In 1765, Lord Bute sold the unfinished house to William Petty Fitzmaurice, second Earl of Shelburne and later first Marquess of Lansdowne, with the provision that Adam be retained to continue work on the home. Adam was already well known to Lord Shelburne, whose father had employed the architect to remodel Bowood, his family's country estate in Wiltshire. (Shelburne, who served as Secretary of State and in 1783 concluded the Treaty of Paris granting independence to the United States, entertained Benjamin Franklin at Bowood on several occasions.) Lord Shelburne and his wife moved into the house in 1768, when it was in what Lady Shelburne described as "so unfurnishd a State." Yet by the time of Lady Shelburne's death and the end of Adam's employment by Lord Shelburne in 1771, the decoration of the drawing room remained incomplete and was evidently abandoned.

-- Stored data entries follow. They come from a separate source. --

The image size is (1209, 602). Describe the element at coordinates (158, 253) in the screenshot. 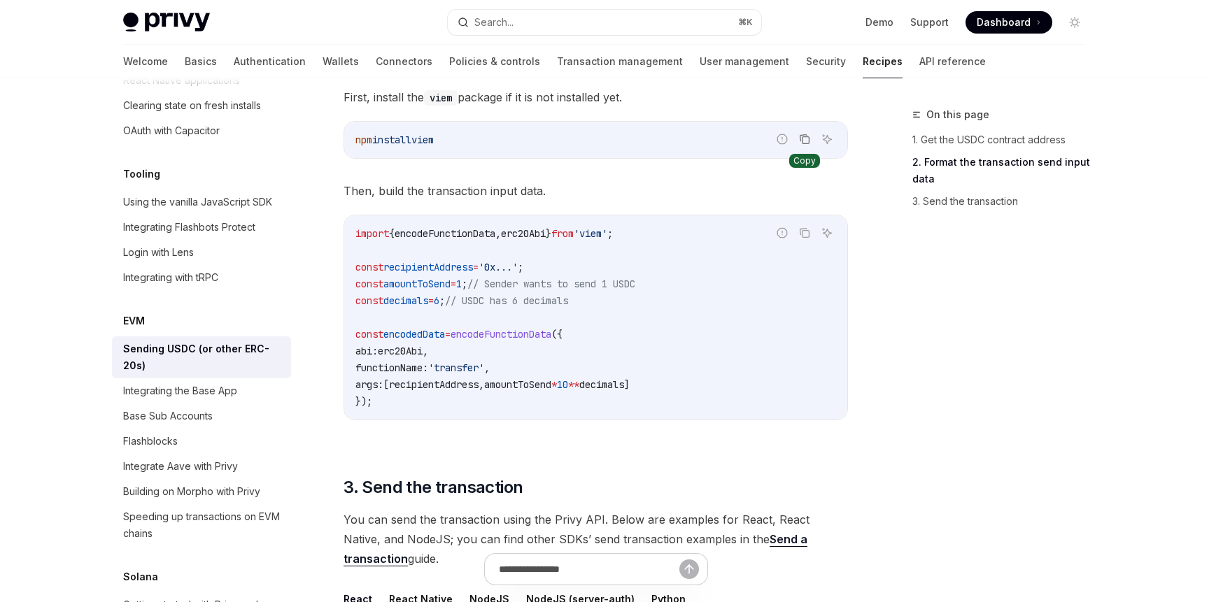

I see `div: Login with Lens` at that location.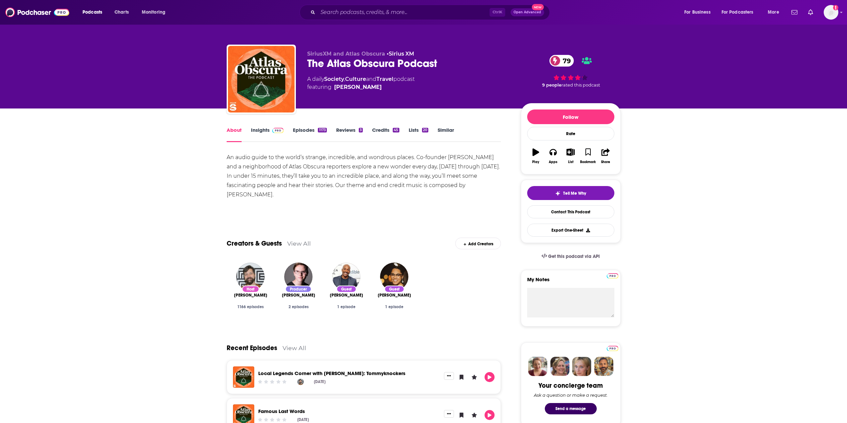  I want to click on div: 1 episode, so click(346, 307).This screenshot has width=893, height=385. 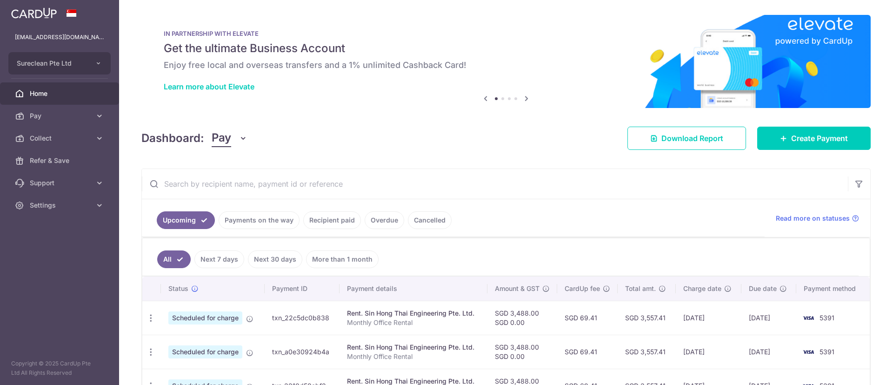 What do you see at coordinates (342, 259) in the screenshot?
I see `a: More than 1 month` at bounding box center [342, 259].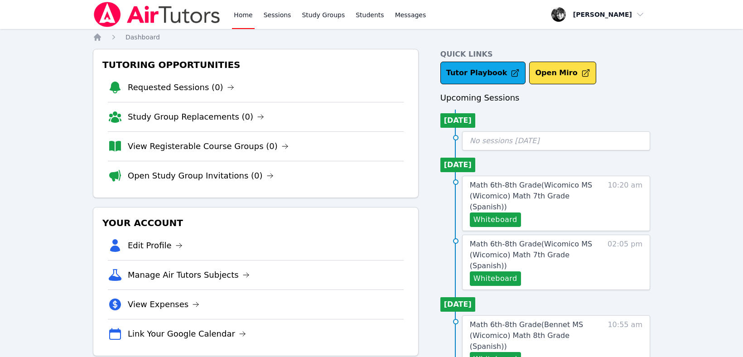 This screenshot has height=357, width=743. I want to click on span: Messages, so click(411, 15). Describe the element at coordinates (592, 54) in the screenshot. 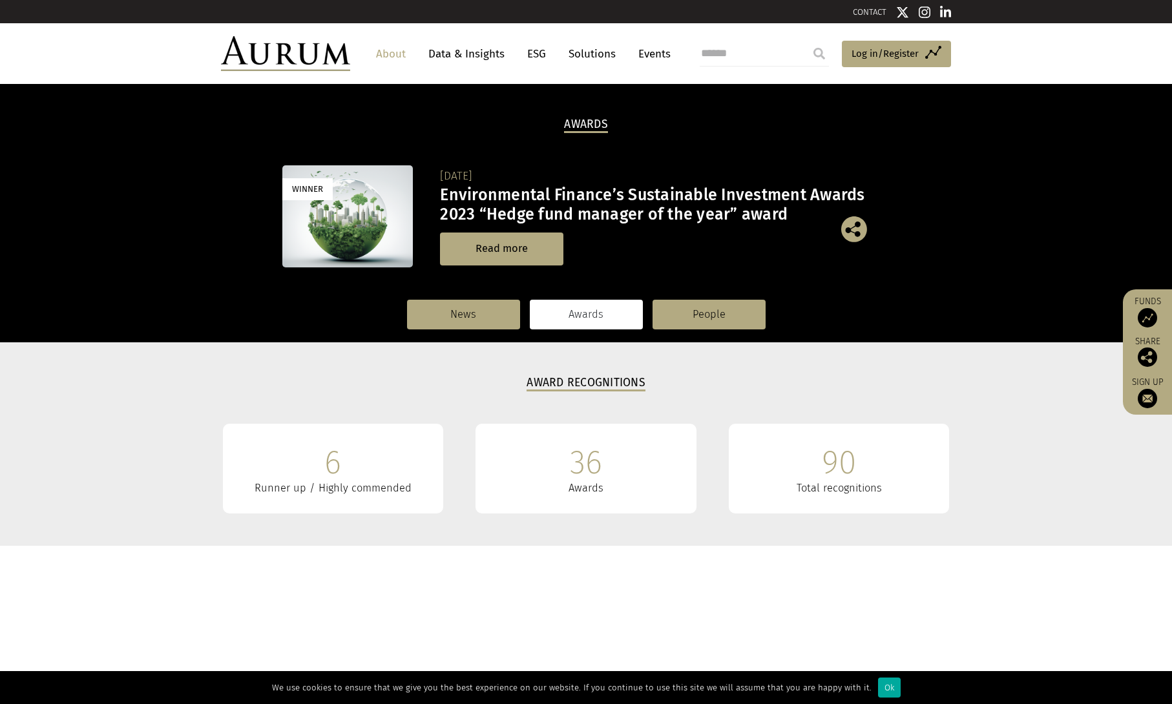

I see `a: Solutions` at that location.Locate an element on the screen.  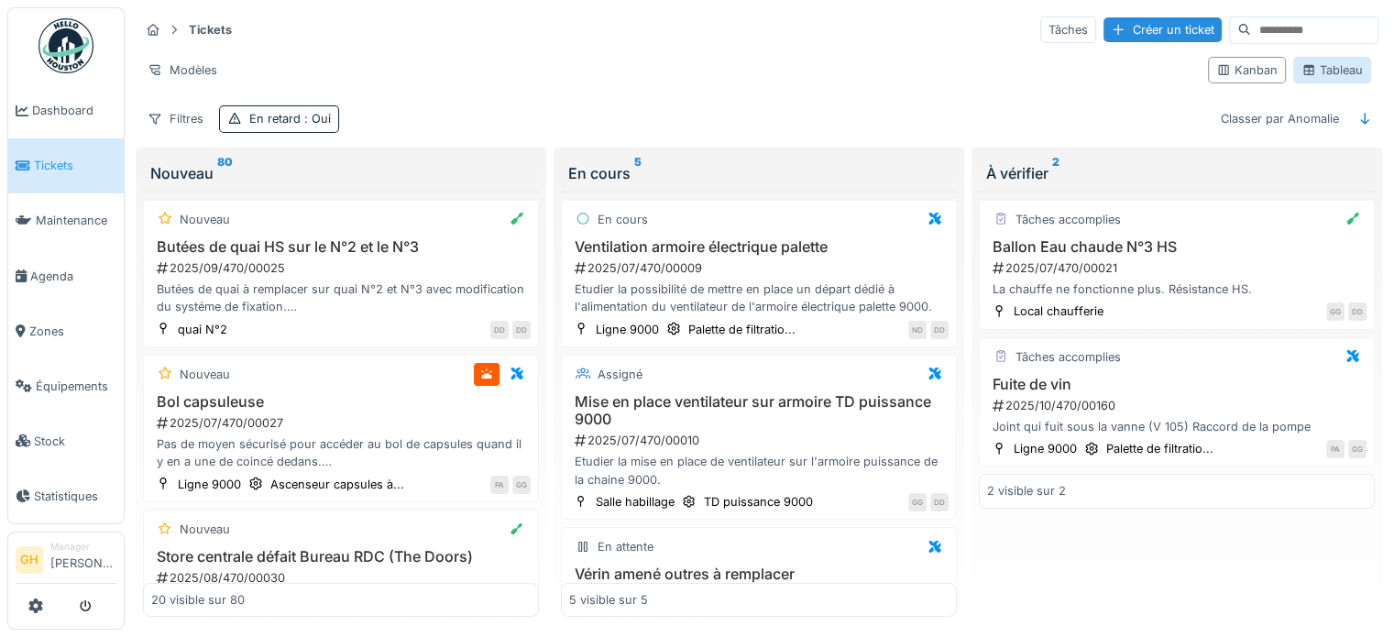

Although the room's original furnishings do not survive today, it is known that Adam provided designs for a pier-glass and a semicircular pier-table, executed by John Gilbert; circular picture frames, executed by Sefferin Nelson; and a carpet, the design for which is in the collection of Sir John Soane's Museum in London.

In 1929, Lord Shelburne's heirs sold the house to a group of investors. The room was acquired by the Philadelphia Museum of Art in 1931, when the front of the house, including the drawing room and the dining room (now in the Metropolitan Museum of Art), was slated for demolition to make way for a new street.